Not In Control

Peter Arango
3 min readSep 14, 2020

--

My wife and I and our two dogs are living in a room offered us when we drove away from fire and our home. We are gratefully living in that room and very much aware of the desolation many others less fortunate than we face today. Many have lost everything. Fires continue to burn. We’re still in a pandemic. Shops and restaurants have folded. Differences of political opinion have become fraught with danger. Oh, and the entire state is suffocating as the smoke turns the sky yellow, orange, or brown, if sunlight penetrates at all.

There’s nothing funny about it, but the standard measurements of air quality no longer really apply. For example, there’s no problem at all with pollen today, that’s good news, but the little mascot/logo that delivers the degree of toxicity is a beaver wearing a mask and a miner’s helmet, eyes crossed, screaming It’s Really Bad!! We’ve had serious smoke issues in the valley before and have developed shorthand for the degree of discomfort in breathing. The index of air quality has been described as a thermometer that offers a range of 0 (Fabulous) to 500 (This Is Really Bad). The air quality in my town this morning is 596.

When all of this has fallen away and my sense of humor is fully restored, I may write about the disconnect between conflagration and the local news channel’s decision to run a trivia contest rather than cover the progress of the fires. The trivia question? “What do women spend 11 minutes doing every day?” The crack news team debated the issue for fifteen minutes before I finally snapped and shut it down. So, now not only was I without essential information, I had that moronic question rattling around as well. I reacted with even less grace to a novice weatherman rattling off the sort of trite pablum that does not land particularly well in the moment. “There’s a plan for everything. It could be worse. It’ll get better.”

I was better off thinking about the 11 minute obligation facing women.

Until two very different voices got through.

The first, and most unlikely, emerged in the middle of a television show we had watched just before the winds started to blow. An endurance athlete in the midst of a series of soul crushing tasks admitted that he had taken on these challenges to find out who he was when exhausted with work left to do, and further, to find out if he liked the person he saw.

The second arrived in an article asking what philosophers might have to offer us in these hours of uncertainty. The author of the article found particular connection with Seneca and Epictetus, as they reminded him of two observations I admire but forget on a daily basis. Seneca, did not have an easy life or an easy death. Facing the sort of dislocation we are experiencing, he suggested that well being does not come from possessions or pleasures, but in pursuing a life of virtue, knowing the right thing to do and then doing it. Epictetus had a life that may have been even tougher than Seneca’s in that he was born into slavery, but in describing, stoicism, the philosophy that he thought of as a way of life, he touched on two principles that I ought to have tattooed on the back of my hand. The first is that many things are out of our control, and the second that what is under our control are our thoughts and actions.

Let me be clear. Without instruction and frequent jogging of memory, I would be shouting that everything that is happening around me is unacceptable. The more graceful response is not, “It is what it is,” but what does all that is happening around me allow me to see who I am in this moment. Do I like the person I see? What is mine to do and what is beyond my control? What right thing can I do ?

We are now under Red Flag warning. If the winds carry embers, the valley has fuel enough to feed another fast moving fire. We’re packing up as if the next evacuation is likely. Right now, it’s what is in our control.

--

--

Peter Arango

I’m the author of four novels and America’s Best Kept College Secrets, a retired teacher of the humanities, eclectic reader, and prisoner of popular culture.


*What to work on*
Would you output the entries below only from the line containing "Describe the element at coordinates (669, 28)" through the line containing "This screenshot has height=675, width=1094.", exactly as they stand and with both ends included?

*Pixel coordinate grounding data*
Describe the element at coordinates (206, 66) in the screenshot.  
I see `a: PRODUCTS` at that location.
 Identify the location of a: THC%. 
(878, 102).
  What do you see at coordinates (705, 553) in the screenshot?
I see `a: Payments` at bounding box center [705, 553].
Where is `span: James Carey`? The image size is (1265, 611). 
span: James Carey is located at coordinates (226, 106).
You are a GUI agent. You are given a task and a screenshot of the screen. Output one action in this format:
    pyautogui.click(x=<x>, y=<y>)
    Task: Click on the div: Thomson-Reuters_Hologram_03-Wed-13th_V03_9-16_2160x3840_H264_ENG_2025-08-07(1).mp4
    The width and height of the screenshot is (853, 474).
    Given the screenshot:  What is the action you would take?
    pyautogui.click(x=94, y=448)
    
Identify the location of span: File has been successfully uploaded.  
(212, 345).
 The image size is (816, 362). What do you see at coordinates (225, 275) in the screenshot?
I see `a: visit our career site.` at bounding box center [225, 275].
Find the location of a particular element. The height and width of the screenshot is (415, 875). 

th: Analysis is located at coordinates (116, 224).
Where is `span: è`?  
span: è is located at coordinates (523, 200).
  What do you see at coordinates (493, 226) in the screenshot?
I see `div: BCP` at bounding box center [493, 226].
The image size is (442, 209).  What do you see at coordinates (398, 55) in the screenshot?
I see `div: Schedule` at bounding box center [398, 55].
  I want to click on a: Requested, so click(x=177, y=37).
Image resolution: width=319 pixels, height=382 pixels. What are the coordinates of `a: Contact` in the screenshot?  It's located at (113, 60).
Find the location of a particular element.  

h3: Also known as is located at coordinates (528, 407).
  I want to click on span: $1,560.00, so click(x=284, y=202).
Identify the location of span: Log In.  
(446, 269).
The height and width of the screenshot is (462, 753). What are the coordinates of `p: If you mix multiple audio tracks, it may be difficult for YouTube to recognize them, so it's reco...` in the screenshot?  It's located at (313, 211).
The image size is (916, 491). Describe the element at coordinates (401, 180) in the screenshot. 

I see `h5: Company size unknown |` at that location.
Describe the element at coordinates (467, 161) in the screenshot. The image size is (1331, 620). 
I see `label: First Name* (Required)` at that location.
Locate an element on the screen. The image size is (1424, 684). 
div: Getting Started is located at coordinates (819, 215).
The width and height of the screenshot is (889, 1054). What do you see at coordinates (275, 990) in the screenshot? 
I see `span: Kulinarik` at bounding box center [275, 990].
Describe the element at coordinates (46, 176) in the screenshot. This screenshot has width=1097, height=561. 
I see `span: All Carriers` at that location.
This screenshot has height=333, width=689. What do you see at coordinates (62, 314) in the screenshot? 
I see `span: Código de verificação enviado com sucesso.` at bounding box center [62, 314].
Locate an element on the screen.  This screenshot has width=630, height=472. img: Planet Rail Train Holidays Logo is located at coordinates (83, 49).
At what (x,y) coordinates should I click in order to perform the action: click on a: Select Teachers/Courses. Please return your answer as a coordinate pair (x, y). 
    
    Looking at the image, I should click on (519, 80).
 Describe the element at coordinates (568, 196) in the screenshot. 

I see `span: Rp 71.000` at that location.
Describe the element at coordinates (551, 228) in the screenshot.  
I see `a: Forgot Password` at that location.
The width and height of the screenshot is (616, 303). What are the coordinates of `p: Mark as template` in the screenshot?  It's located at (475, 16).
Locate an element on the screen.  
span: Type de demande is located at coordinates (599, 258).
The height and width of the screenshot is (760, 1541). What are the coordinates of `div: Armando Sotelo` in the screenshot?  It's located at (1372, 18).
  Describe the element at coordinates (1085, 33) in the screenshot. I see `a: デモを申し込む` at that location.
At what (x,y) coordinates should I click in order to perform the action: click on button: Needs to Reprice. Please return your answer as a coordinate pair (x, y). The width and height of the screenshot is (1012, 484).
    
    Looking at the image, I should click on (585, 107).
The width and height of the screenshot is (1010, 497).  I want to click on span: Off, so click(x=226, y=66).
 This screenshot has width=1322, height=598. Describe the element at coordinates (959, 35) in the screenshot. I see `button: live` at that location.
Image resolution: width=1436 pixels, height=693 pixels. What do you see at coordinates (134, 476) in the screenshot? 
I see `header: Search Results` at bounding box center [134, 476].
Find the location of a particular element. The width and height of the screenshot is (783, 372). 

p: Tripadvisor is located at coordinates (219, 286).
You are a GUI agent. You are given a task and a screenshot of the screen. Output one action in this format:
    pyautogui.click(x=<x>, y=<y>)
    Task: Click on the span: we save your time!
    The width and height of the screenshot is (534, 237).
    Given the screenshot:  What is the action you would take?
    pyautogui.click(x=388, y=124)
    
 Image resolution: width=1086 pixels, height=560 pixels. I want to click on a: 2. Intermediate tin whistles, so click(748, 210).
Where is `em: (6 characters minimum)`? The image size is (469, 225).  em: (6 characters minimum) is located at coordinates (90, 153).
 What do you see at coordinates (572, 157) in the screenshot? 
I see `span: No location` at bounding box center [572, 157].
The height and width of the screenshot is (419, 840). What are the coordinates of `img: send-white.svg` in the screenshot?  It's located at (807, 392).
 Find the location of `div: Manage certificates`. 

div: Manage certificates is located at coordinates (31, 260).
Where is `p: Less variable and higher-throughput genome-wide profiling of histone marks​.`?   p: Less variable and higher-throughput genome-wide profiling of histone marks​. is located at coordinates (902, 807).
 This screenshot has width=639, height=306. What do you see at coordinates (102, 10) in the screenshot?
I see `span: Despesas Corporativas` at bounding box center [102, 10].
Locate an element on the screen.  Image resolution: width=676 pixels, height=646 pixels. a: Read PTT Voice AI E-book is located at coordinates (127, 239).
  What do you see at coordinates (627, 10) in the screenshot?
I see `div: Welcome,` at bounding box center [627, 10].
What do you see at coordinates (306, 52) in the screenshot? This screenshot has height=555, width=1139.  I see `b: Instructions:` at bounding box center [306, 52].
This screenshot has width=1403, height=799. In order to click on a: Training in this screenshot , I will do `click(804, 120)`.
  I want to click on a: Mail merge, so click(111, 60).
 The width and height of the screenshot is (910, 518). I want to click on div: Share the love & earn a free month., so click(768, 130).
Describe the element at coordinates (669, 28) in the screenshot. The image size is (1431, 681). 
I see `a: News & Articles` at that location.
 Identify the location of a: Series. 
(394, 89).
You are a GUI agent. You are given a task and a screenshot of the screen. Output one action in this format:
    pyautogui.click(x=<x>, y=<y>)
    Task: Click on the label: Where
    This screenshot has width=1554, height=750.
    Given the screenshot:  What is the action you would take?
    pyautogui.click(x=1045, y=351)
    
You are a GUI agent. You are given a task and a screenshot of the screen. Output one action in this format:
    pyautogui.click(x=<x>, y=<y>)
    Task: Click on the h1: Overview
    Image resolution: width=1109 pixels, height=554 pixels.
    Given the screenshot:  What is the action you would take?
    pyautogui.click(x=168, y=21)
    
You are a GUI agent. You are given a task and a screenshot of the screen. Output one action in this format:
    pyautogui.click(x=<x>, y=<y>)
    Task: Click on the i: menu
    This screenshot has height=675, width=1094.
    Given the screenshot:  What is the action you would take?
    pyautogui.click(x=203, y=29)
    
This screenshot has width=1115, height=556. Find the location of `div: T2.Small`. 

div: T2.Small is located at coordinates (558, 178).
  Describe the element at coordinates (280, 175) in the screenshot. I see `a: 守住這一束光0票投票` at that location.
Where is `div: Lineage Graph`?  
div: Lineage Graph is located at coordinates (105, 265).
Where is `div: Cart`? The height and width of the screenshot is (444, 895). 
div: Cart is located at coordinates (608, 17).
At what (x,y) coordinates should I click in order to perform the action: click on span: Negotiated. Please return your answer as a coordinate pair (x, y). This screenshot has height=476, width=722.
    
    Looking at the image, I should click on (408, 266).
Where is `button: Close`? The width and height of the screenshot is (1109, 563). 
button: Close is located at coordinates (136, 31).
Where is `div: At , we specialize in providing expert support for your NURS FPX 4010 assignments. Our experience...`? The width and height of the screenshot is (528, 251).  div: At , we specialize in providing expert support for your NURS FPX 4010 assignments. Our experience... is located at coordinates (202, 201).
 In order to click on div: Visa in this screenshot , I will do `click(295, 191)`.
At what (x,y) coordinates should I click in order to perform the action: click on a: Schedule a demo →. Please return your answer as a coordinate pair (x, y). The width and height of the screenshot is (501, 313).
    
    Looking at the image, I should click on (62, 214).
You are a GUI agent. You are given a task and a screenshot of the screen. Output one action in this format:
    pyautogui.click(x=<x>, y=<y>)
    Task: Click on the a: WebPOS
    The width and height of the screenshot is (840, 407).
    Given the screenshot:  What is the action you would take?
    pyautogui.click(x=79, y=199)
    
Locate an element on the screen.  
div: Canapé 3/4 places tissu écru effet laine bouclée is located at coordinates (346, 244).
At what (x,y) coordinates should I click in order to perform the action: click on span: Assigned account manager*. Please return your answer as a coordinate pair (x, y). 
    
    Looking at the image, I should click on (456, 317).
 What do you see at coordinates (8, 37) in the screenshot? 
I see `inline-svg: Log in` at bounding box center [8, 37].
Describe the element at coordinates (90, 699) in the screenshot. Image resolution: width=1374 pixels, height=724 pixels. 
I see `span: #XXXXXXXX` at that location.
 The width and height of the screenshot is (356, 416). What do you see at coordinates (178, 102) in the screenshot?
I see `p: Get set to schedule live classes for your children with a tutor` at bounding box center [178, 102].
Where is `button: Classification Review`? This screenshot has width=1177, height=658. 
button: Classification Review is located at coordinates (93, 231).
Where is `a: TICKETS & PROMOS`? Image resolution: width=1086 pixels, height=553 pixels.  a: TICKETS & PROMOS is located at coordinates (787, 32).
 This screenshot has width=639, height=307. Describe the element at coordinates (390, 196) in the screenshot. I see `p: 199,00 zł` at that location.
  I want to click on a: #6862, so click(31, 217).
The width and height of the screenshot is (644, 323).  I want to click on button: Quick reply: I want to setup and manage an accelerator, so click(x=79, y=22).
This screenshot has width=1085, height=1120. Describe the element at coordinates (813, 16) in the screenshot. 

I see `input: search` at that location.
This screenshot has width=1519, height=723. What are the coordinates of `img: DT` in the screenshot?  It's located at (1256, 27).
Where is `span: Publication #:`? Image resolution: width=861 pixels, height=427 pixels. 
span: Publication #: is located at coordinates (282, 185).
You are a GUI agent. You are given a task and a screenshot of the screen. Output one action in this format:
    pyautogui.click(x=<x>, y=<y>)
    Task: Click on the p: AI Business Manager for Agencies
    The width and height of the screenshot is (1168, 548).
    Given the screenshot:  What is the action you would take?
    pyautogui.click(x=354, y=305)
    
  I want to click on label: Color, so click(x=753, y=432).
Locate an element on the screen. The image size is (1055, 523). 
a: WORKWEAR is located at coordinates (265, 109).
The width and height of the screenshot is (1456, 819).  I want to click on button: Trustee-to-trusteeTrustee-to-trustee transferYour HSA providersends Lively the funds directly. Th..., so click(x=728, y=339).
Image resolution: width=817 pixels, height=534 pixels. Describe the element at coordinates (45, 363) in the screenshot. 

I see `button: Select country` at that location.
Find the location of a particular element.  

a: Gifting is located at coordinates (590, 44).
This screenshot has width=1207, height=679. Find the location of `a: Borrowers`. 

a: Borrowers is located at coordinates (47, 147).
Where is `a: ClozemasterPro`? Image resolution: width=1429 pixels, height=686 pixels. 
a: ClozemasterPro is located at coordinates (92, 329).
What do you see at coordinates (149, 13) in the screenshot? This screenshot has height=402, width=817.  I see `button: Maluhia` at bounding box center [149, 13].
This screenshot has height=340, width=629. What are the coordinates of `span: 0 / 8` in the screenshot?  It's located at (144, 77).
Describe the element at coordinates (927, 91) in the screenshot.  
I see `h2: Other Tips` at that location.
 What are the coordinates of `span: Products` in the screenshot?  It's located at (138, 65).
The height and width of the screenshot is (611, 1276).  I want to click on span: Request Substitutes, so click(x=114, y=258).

*Answer space*
Describe the element at coordinates (669, 28) in the screenshot. The image size is (1431, 681). 
I see `a: News & Articles` at that location.
 Identify the location of a: Series. 
(394, 89).
You are a GUI agent. You are given a task and a screenshot of the screen. Output one action in this format:
    pyautogui.click(x=<x>, y=<y>)
    Task: Click on the label: Where
    This screenshot has width=1554, height=750.
    Given the screenshot:  What is the action you would take?
    pyautogui.click(x=1045, y=351)
    
You are a GUI agent. You are given a task and a screenshot of the screen. Output one action in this format:
    pyautogui.click(x=<x>, y=<y>)
    Task: Click on the h1: Overview
    Image resolution: width=1109 pixels, height=554 pixels.
    Given the screenshot:  What is the action you would take?
    pyautogui.click(x=168, y=21)
    
You are a GUI agent. You are given a task and a screenshot of the screen. Output one action in this format:
    pyautogui.click(x=<x>, y=<y>)
    Task: Click on the i: menu
    This screenshot has height=675, width=1094.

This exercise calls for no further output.